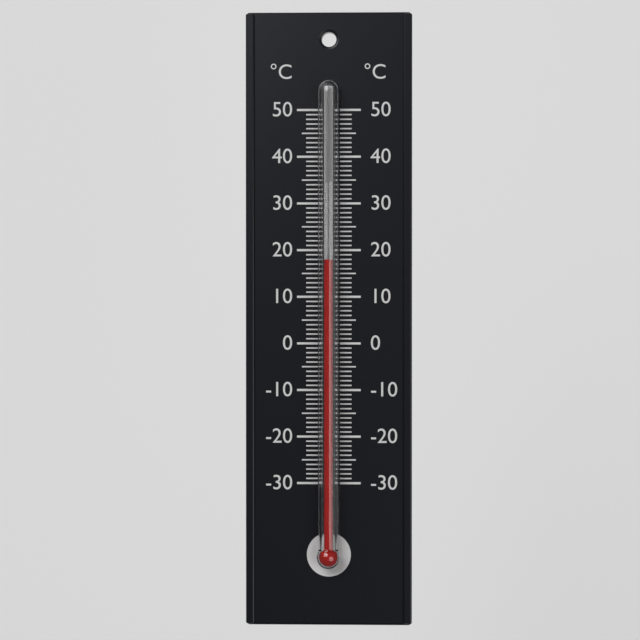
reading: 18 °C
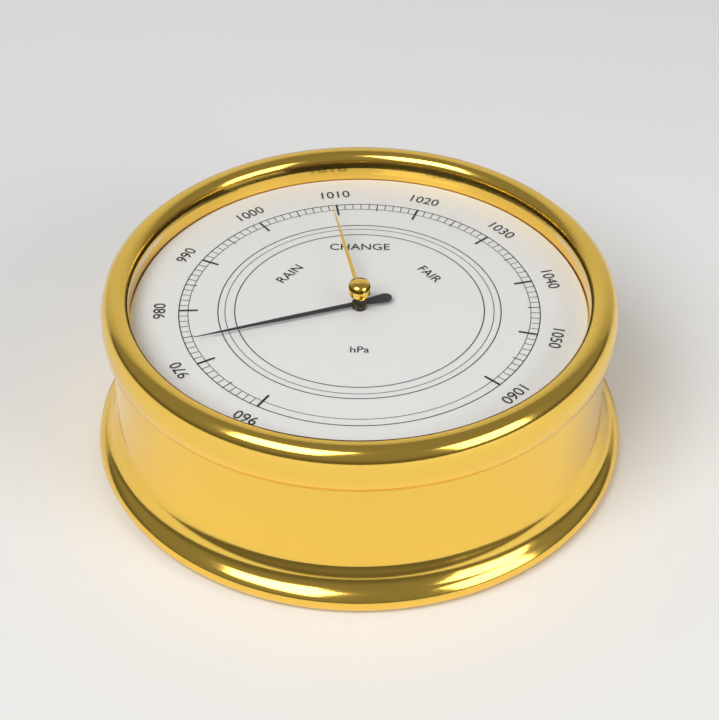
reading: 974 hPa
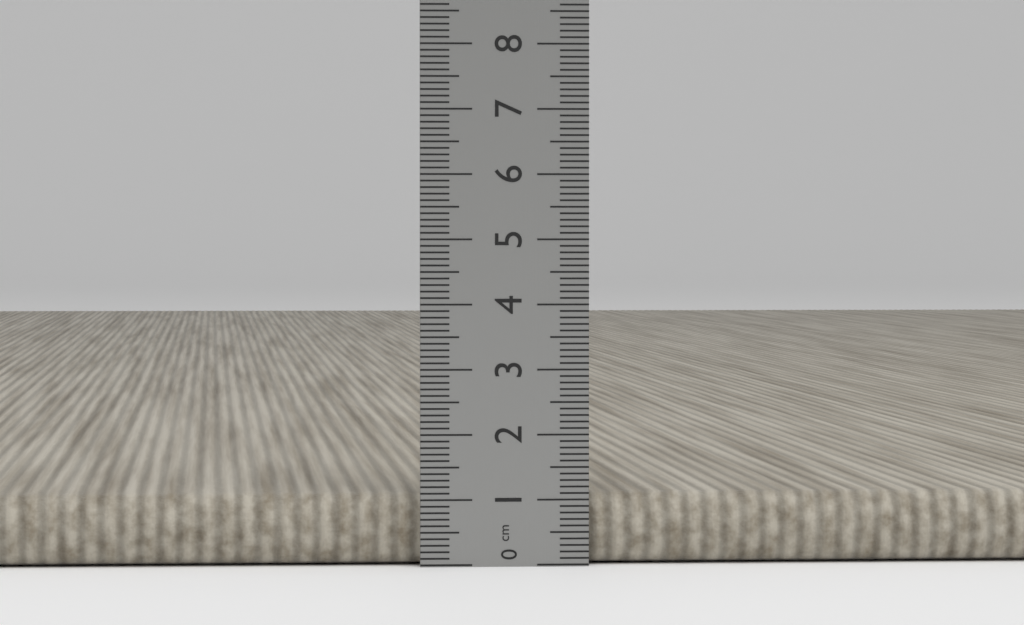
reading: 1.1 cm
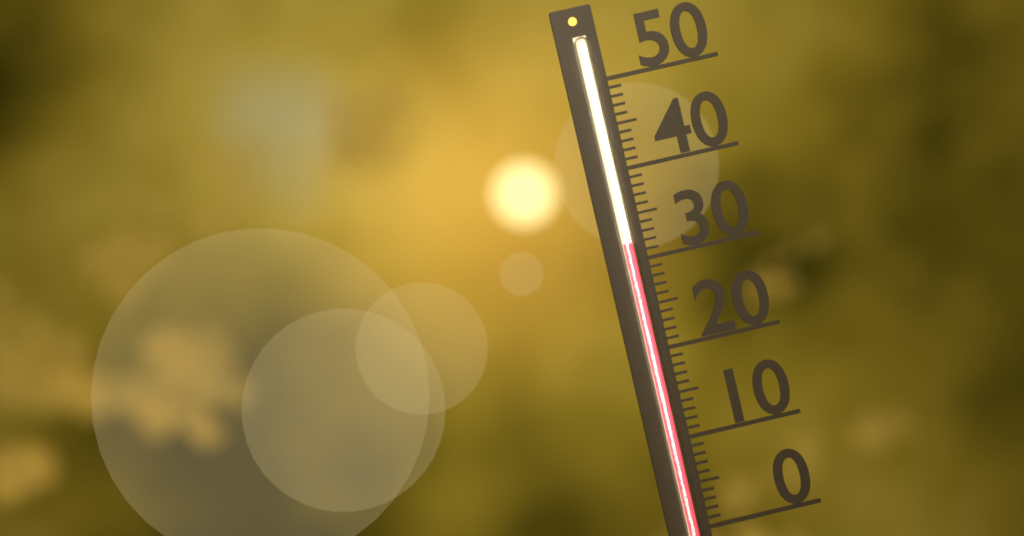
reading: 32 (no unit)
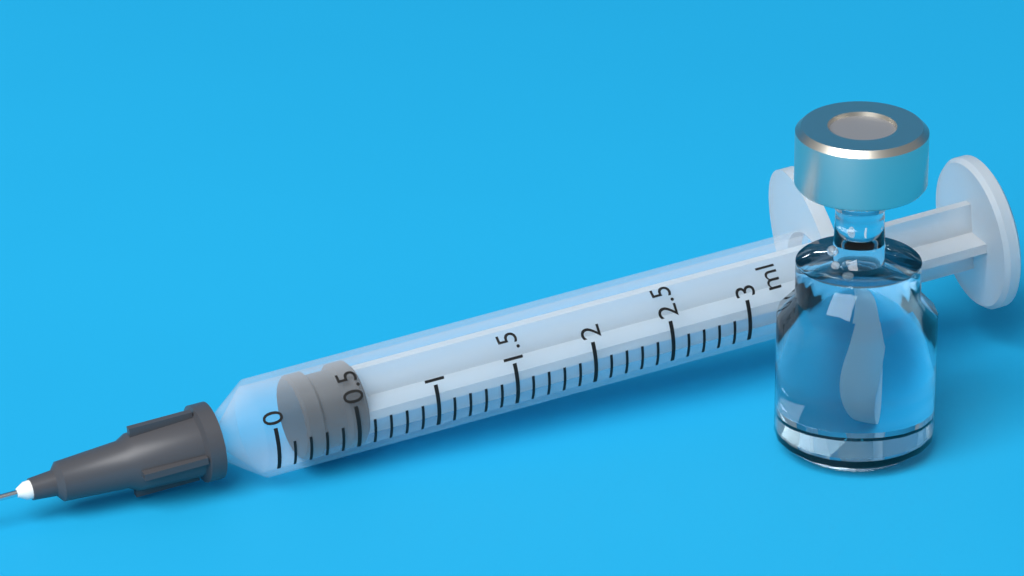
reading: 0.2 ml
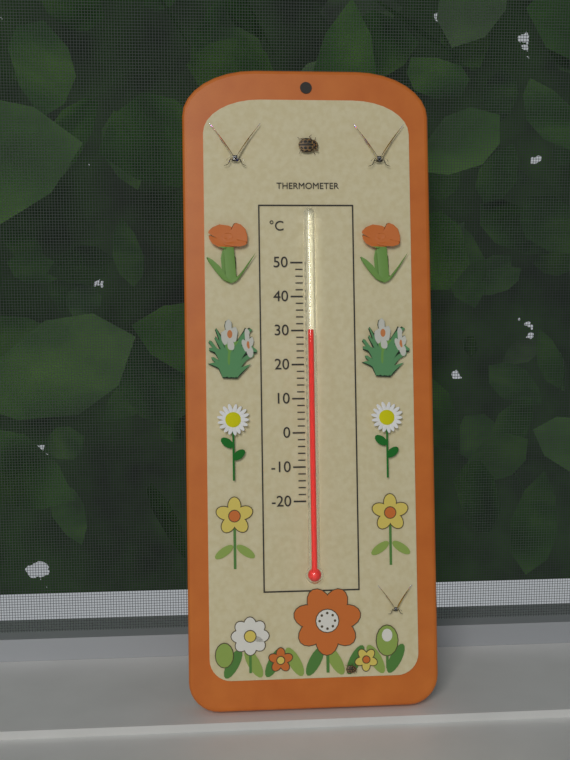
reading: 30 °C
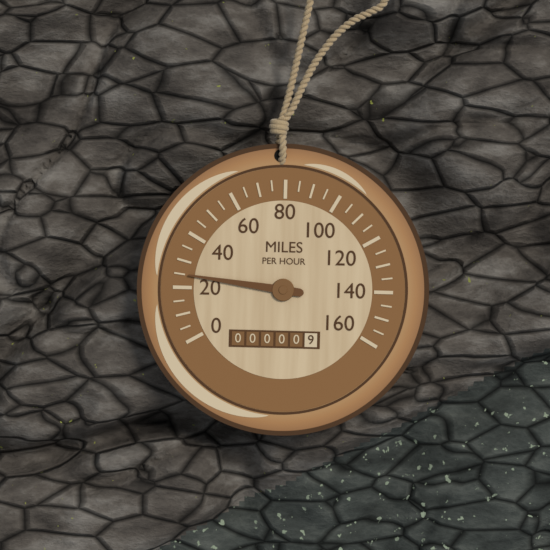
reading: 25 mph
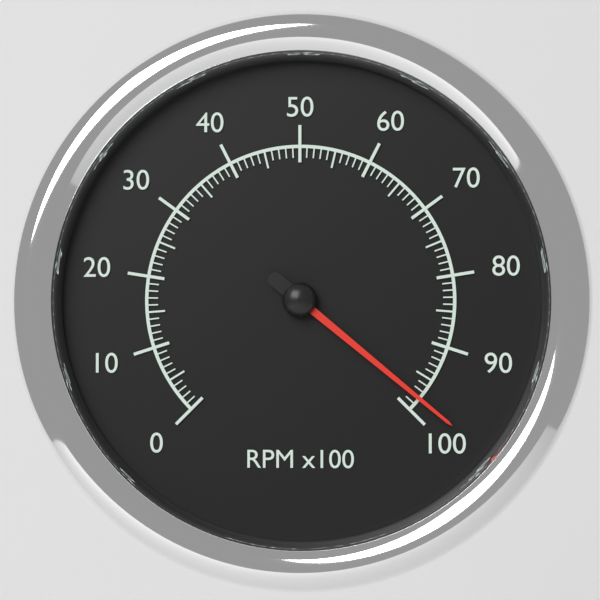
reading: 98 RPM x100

■ ■ ■

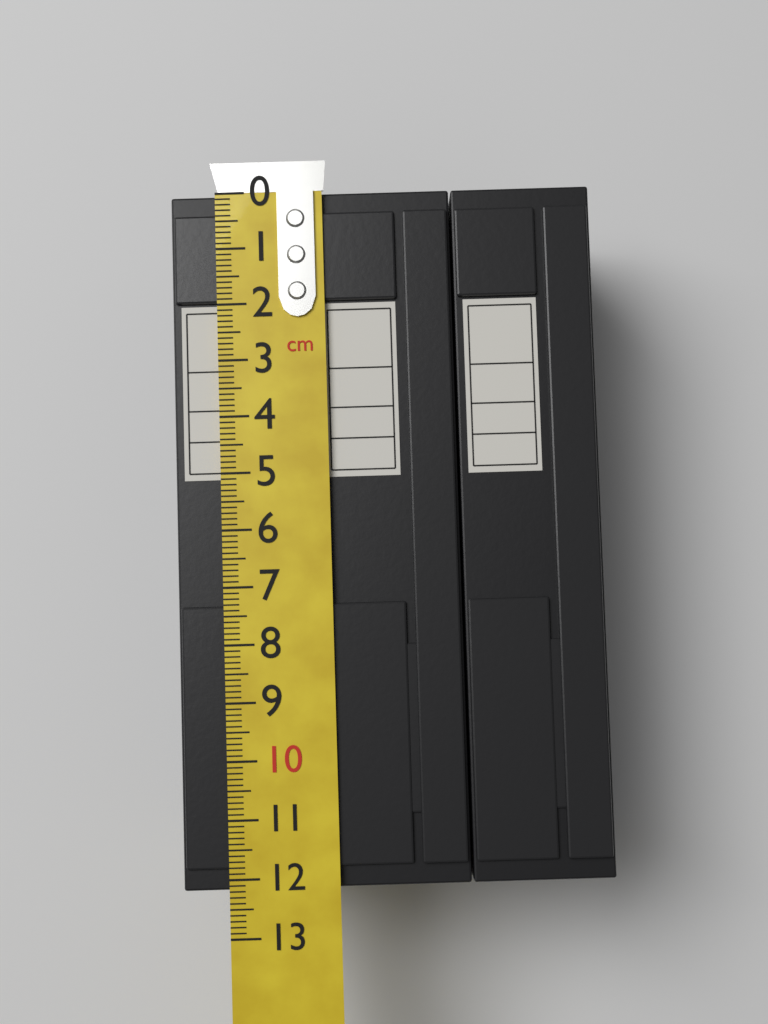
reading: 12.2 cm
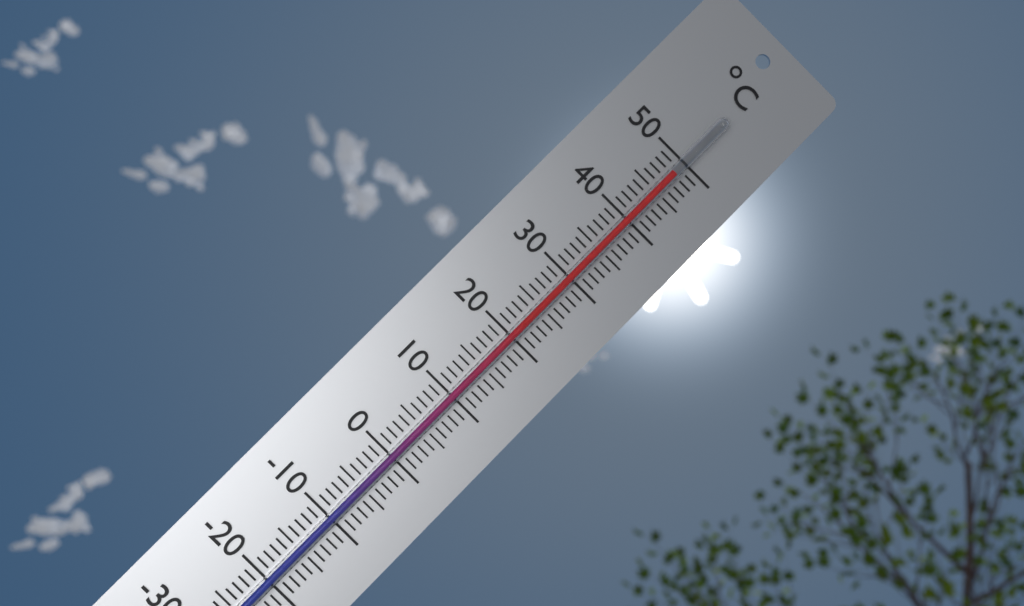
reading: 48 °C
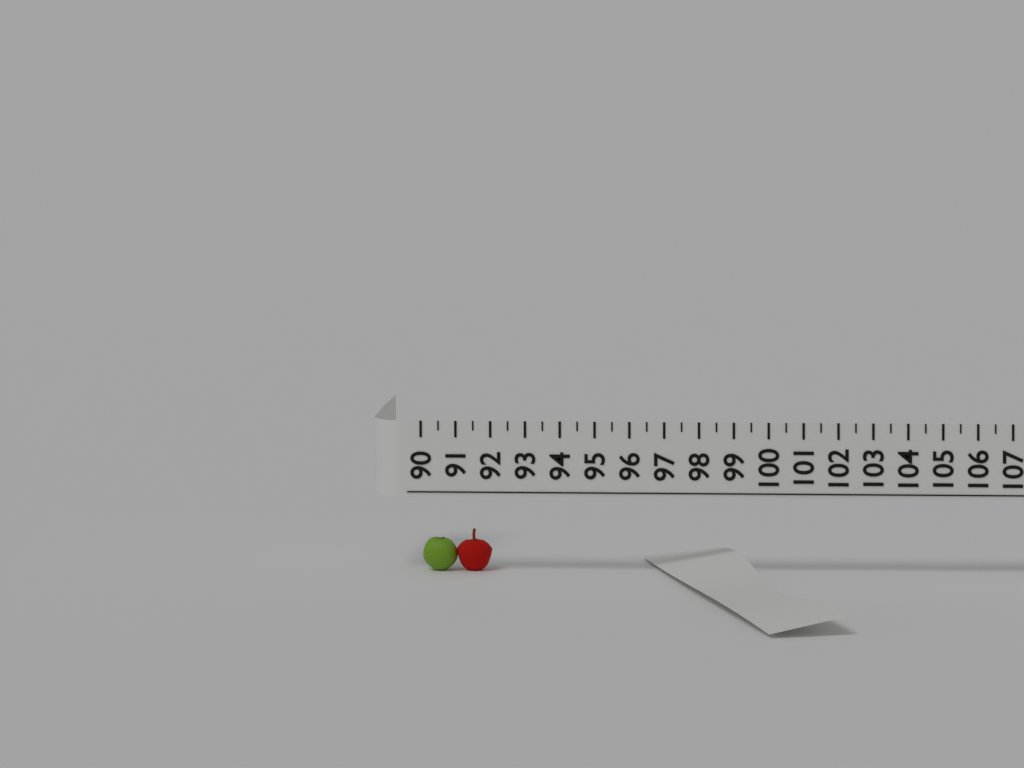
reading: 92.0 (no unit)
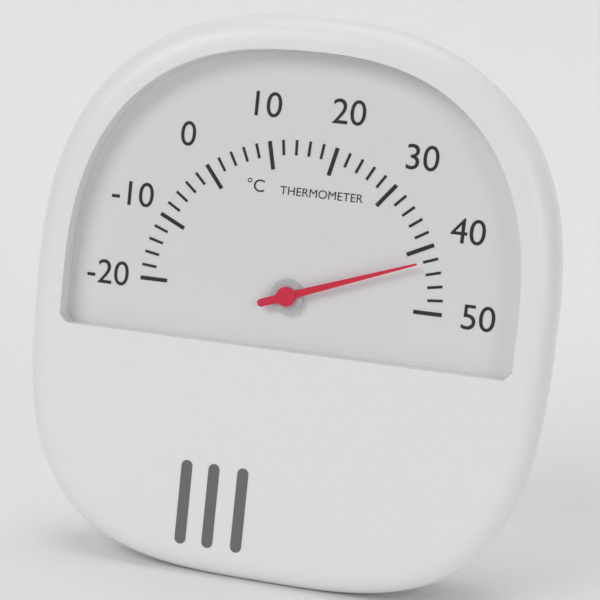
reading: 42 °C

■ ■ ■

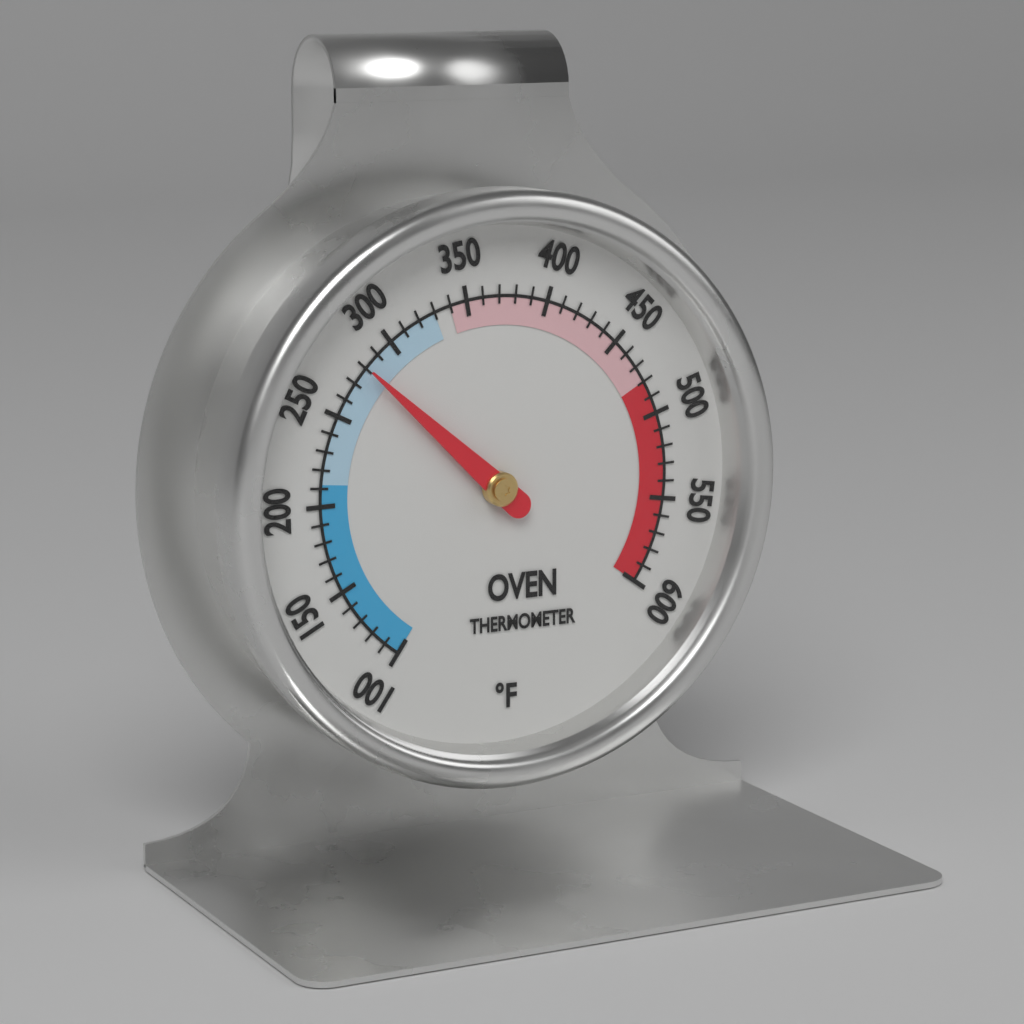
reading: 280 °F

■ ■ ■

• [Description of the task] Write out the lines above from the one with "reading: 18 °C" through the one with "reading: 98 RPM x100", ends included, exactly; no picture goes in.

• [Your response]
reading: 18 °C
reading: 974 hPa
reading: 1.1 cm
reading: 32 (no unit)
reading: 0.2 ml
reading: 30 °C
reading: 25 mph
reading: 98 RPM x100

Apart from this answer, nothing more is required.